Using a spray-on technique similar to how one would paint a car, solar cells can now be applied to a variety of surfaces. The precision of the spray method allows for little waste, lowering costs and enabling the technology to reach a wider collection net than regular solar panels.
According to factor-tech.com, the new spray-on cells are created from perovskite, a low-cost alternative to the popular silicon cells. Although new to the solar market, perovskite is proving its worth.
Professor David Lidzey, lead researcher from The University of Sheffield Department of Physics and Astronomy, remarked, “There is a lot of excitement around perovskite-based photovoltaics...Remarkably, this class of material offers the potential to combine the high performance of mature solar cell technologies with the low embedded energy costs of production of organic photovoltaics.”

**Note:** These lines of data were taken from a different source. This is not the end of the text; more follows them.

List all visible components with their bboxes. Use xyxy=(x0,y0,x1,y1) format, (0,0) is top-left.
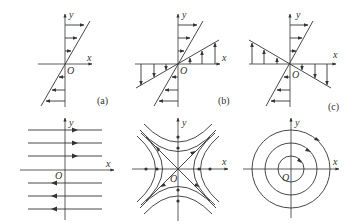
y-label: y xyxy=(294,117,300,128)
panel-caption: (b) xyxy=(218,95,230,107)
origin-label: O xyxy=(180,65,187,76)
x-label: x xyxy=(221,156,227,167)
figure-canvas: y x O (a) y x O (b) xyxy=(0,0,360,224)
y-label: y xyxy=(68,117,74,128)
origin-label: O xyxy=(292,69,299,80)
x-label: x xyxy=(332,49,338,60)
x-label: x xyxy=(86,52,92,63)
origin-label: O xyxy=(67,65,74,76)
y-label: y xyxy=(181,9,187,20)
panel-caption: (c) xyxy=(328,101,339,113)
panel-e: y x O xyxy=(132,117,228,221)
x-label: x xyxy=(105,158,111,169)
shear-line xyxy=(41,21,90,106)
x-label: x xyxy=(221,52,227,63)
panel-f: y x O xyxy=(243,117,339,218)
origin-label: O xyxy=(55,170,62,181)
y-label: y xyxy=(181,117,187,128)
origin-label: O xyxy=(282,172,289,183)
y-label: y xyxy=(295,9,301,20)
panel-a: y x O (a) xyxy=(38,9,108,107)
panel-b: y x O (b) xyxy=(135,9,230,107)
panel-caption: (a) xyxy=(97,95,108,107)
x-label: x xyxy=(332,156,338,167)
panel-c: y x O (c) xyxy=(249,9,339,113)
y-label: y xyxy=(68,9,74,20)
origin-label: O xyxy=(170,173,177,184)
panel-d: y x O xyxy=(20,117,114,220)
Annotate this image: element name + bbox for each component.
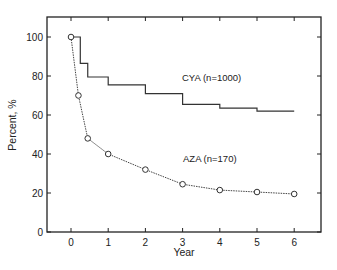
y-tick-label: 40 xyxy=(32,149,44,160)
series-group xyxy=(68,34,297,197)
y-tick-label: 100 xyxy=(26,32,43,43)
x-tick-label: 5 xyxy=(254,237,260,248)
aza-marker xyxy=(68,34,74,40)
aza-marker xyxy=(217,187,223,193)
plot-border xyxy=(47,17,321,232)
aza-marker xyxy=(180,181,186,187)
x-tick-label: 0 xyxy=(68,237,74,248)
aza-series-label: AZA (n=170) xyxy=(183,153,237,164)
aza-marker xyxy=(85,136,91,142)
aza-marker xyxy=(76,93,82,99)
survival-chart: 0123456020406080100 Year Percent, % CYA … xyxy=(0,0,337,270)
axis-ticks: 0123456020406080100 xyxy=(26,17,321,248)
x-tick-label: 4 xyxy=(217,237,223,248)
x-axis-title: Year xyxy=(173,246,195,258)
y-tick-label: 60 xyxy=(32,110,44,121)
aza-line xyxy=(71,37,294,194)
x-tick-label: 2 xyxy=(143,237,149,248)
aza-marker xyxy=(143,167,149,173)
aza-marker xyxy=(105,151,111,157)
plot-frame xyxy=(47,17,321,232)
y-axis-title: Percent, % xyxy=(6,99,18,150)
y-tick-label: 80 xyxy=(32,71,44,82)
y-tick-label: 20 xyxy=(32,188,44,199)
cya-series-label: CYA (n=1000) xyxy=(182,72,241,83)
aza-marker xyxy=(291,191,297,197)
x-tick-label: 6 xyxy=(291,237,297,248)
y-tick-label: 0 xyxy=(37,227,43,238)
aza-marker xyxy=(254,189,260,195)
x-tick-label: 1 xyxy=(105,237,111,248)
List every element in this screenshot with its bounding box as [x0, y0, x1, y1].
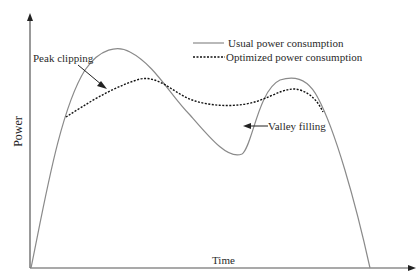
valley-arrowhead-icon	[243, 123, 251, 129]
optimized-consumption-curve	[66, 78, 323, 117]
usual-consumption-curve	[31, 49, 370, 268]
peak-clipping-label: Peak clipping	[33, 52, 93, 64]
valley-filling-label: Valley filling	[268, 120, 326, 132]
legend-usual-label: Usual power consumption	[228, 37, 343, 49]
legend-optimized-label: Optimized power consumption	[226, 51, 362, 63]
chart-canvas	[0, 0, 420, 273]
x-axis-label: Time	[212, 254, 235, 266]
y-axis-label: Power	[11, 112, 26, 152]
x-axis-arrow-icon	[408, 265, 416, 271]
y-axis-arrow-icon	[27, 13, 33, 21]
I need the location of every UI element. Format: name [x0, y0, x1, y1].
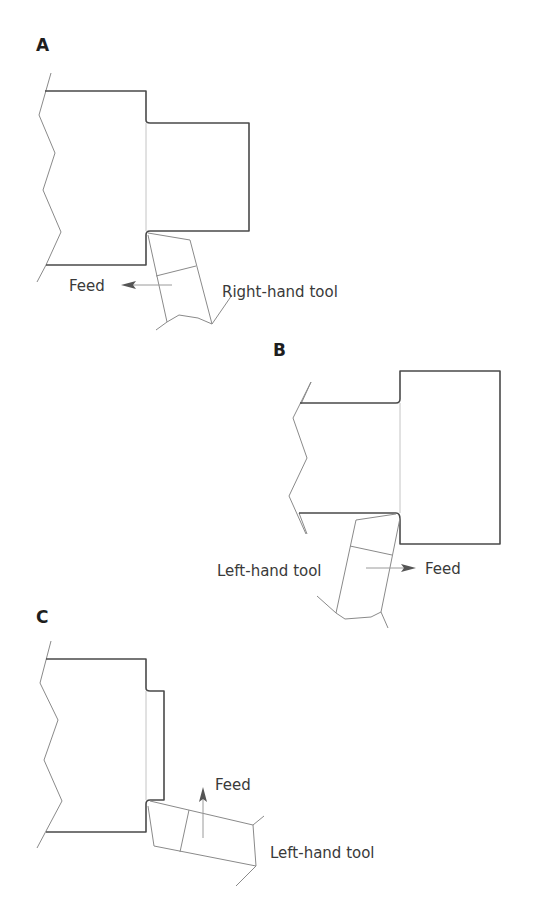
panel-c-break-line: [37, 641, 62, 848]
panel-a-break-line: [37, 73, 61, 282]
panel-b-break-stub-top: [301, 382, 311, 404]
panel-b: B Feed Left-hand tool: [217, 340, 500, 628]
panel-a: A Feed Right-hand tool: [36, 35, 338, 330]
panel-b-feed-label: Feed: [425, 560, 461, 578]
panel-c-letter: C: [36, 607, 48, 627]
panel-b-tool-label: Left-hand tool: [217, 562, 322, 580]
panel-c: C Feed Left-hand tool: [36, 607, 375, 886]
panel-a-right-hand-tool: [148, 233, 232, 330]
panel-b-break-line: [289, 382, 311, 534]
panel-a-letter: A: [36, 35, 50, 55]
panel-b-feed-arrow: [366, 564, 416, 572]
lathe-tool-diagram: A Feed Right-hand tool B: [0, 0, 534, 913]
panel-c-left-hand-tool: [148, 801, 264, 886]
panel-c-feed-label: Feed: [215, 776, 251, 794]
panel-a-feed-label: Feed: [69, 277, 105, 295]
panel-b-left-hand-tool: [317, 514, 400, 628]
panel-c-tool-label: Left-hand tool: [270, 844, 375, 862]
panel-a-feed-arrow: [121, 281, 172, 289]
panel-b-break-stub-bottom: [299, 513, 307, 534]
panel-a-workpiece: [45, 91, 249, 265]
panel-b-letter: B: [273, 340, 286, 360]
panel-a-tool-label: Right-hand tool: [222, 283, 338, 301]
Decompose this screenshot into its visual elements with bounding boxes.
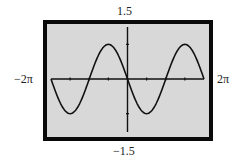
calculator-screen: [0, 0, 240, 162]
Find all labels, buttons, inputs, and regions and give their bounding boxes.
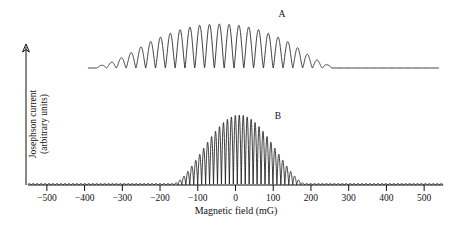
x-axis-tick-label: −500 (37, 193, 57, 203)
x-axis-title: Magnetic field (mG) (195, 205, 278, 217)
x-axis-tick-label: 300 (342, 193, 357, 203)
y-axis-title-line2: (arbitrary units) (38, 90, 49, 158)
x-axis-tick-labels: −500−400−300−200−1000100200300400500 (37, 193, 431, 203)
x-axis-tick-label: 0 (233, 193, 238, 203)
x-axis-tick-label: 200 (304, 193, 319, 203)
plot-canvas: −500−400−300−200−1000100200300400500 A B… (0, 0, 452, 228)
x-axis-ticks (47, 185, 424, 191)
curve-a-label: A (279, 9, 286, 19)
x-axis-tick-label: 400 (379, 193, 394, 203)
x-axis-tick-label: −400 (75, 193, 95, 203)
y-axis-title-line1: Josephson current (28, 90, 39, 158)
x-axis-tick-label: 100 (266, 193, 281, 203)
y-axis-title: Josephson current (arbitrary units) (30, 68, 46, 180)
x-axis-tick-label: −200 (150, 193, 170, 203)
curve-a-trace (88, 24, 438, 68)
x-axis-tick-label: −300 (113, 193, 133, 203)
x-axis-tick-label: 500 (417, 193, 432, 203)
curve-b-trace (28, 115, 443, 185)
curve-b-label: B (275, 111, 281, 121)
x-axis-tick-label: −100 (188, 193, 208, 203)
figure-josephson-interference: −500−400−300−200−1000100200300400500 A B… (0, 0, 452, 228)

The perovskite cells dominate organic solar cells' certified efficiency, operating at up to 19% as opposed to organic cells' 10%, and closing in on silicon's 25% certified efficiency. Fabrication-wise, the organic cells' light-absorbing layer, when replaced with perovskite, showed a definite boost in energy. While experiments with the perovskite cells currently have them running at 11% efficiency, scientists believe with more time and research the number will escalate.
Solar suits, solar sneakers, and more may follow as energy abundance becomes as easy to harness as a walk in the sunlight.